“Our voice over guy was this bloke called Ray McGregor,” writes Chris Rieger – AUDIO

Recently I was unpacking some old boxes full of tapes and radio memorabilia that I’ve collected throughout my near 25 years as a broadcaster.

Some of them have been unheard and not played in over a decade or more (cassettes, so old school right?).

I’m scared to go through them because I know there’ll be old airchecks from my early days… at 4VL, 2WEB, 4AM, 4CC, 4LM & HOT FM, 4MB …. even 4KQ & 97.3FM.

I’ve also got tapes here with 3XY’s final 3 hours, a Hot Hit Survey with POC and Stubbsy, air-checks of Magic693, the launch of 3EE & SEA-FM Harvey Bay… TT-FM – who knows what’s on the others.

One tape, in particular, stood out. It’s marked “4CC Promo Tape #1” and features a bunch of promos I’d put together during my time as Production Manager at 4CC Gladstone.

In those days 4CC was the “hub” for a bunch of Rural Press stations – 4HI Emerald, 4ZR Roma and 4AM Mareeba.

Thinking back, it was probably ahead of its time, as the year was 1996 and everything was on a computer. Before that I’d been playing records, commercials off cart and segments off the reel to reel (Nick Erby‘s Country Music Jamboree anyone?).

At the heart of the hub was a brilliant computer system called Audisk (I say that with sarcasm). We had a computer that played out the music – and three local machines for commercials.

There was a Rocky machine (1584am), A Bilo machine (666am) and a Gladstone machine (927am).

When you fired off the ad break, you’d hope to hell traffic had filled the spot blocks to an exact same length – if they hadn’t, it’d stop short, and there wasn’t much you could but sit and cringe or hope the filler Coke commercial would play.

I reckon they received more free advertising out of us than anyone else! Sometimes I’d be in my production studio, and I’d hear a thud – on an investigation, it was usually night jock John Piva throwing something at the wall in frustration (Hey Piv!).

The only PC that would crossfade was the music computer. For commercials – one audio file would have to finish before the next one started so there were gaps everywhere – even with the tightest production, 29.9 seconds. It sounded like a train wreck.

Back to the Promo Tape!

Our voice over guy was this bloke called Ray McGregor. I knew he was. I’d heard his big booming voice on FOX FM, and many other stations over the years. He was a genius behind the microphone. One of those voices you’d recognise in a heartbeat.

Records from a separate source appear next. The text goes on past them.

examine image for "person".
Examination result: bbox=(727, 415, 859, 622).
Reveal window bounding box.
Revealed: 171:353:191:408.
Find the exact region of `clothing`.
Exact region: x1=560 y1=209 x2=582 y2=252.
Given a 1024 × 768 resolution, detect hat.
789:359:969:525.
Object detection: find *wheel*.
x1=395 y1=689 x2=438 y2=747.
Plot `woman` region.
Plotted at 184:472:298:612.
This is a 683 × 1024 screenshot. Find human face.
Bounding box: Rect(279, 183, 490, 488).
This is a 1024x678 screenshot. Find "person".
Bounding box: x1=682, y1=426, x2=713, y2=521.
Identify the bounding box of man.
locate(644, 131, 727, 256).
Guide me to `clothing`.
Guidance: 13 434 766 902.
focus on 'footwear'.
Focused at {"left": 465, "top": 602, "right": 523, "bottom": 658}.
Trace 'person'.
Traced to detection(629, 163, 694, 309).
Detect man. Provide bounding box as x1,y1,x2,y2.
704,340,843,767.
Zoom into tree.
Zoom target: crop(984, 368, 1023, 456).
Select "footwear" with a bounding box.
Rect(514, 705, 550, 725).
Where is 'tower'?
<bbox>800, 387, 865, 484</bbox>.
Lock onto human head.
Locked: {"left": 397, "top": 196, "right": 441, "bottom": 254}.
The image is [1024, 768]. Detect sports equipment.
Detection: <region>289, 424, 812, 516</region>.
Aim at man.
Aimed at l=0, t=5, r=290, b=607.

Not these lightweight 20ish sounding guys everyone seems to gravitate to in 2017.

When I say genius – the man could take the worst script ever written and turn it into something magical.

He didn’t need my direction – hell, I was 21 – he had been around for years, and more than knew how to read a script.

In those days, you’d fax off your promo scripts and then wait a couple of days for the reel to reel tape to return with the session. That was the highlight – putting those reels on and pumping up the volume to hear his amazing voice. The out-takes were just pure gold, often a tad filthy.

He had a wicked sense of humour, and he knew how to communicate – it was like he was there in the booth, but I was still learning the art of production.

A guy I worked with called Kyle Sandilands (you may know the name) was the promotions manager and would co-host a couple of hours on breakfast.

I remember he’d bring in air-checks of B105 and say “just copy this” – so I’d listen and then try to emulate the production style. Back then Austereo set the bar. Some of the stuff I did worked, some of it didn’t.

The main issue was the production gear. It wasn’t anywhere near as good as Ray’s voice. We had this 8-track recorder we nicknamed R2DT – you’d get to the end of a master reel and hit rewind and it would stop mid-way – you’d then have to spend the next 5 minutes manually rewinding the reels.

Kids of today will never understand this! The desk would’ve been brilliant in 1980. It had certainly seen better days. Trying to get the right sound out of it was almost an all day job of fiddling with hundreds of dials. Every time a different jock would come in, you’d have to spend 10 minutes playing with the settings. I gave up in the end – and due to the sheer volume of production – it was a “that’ll do” kind of attitude.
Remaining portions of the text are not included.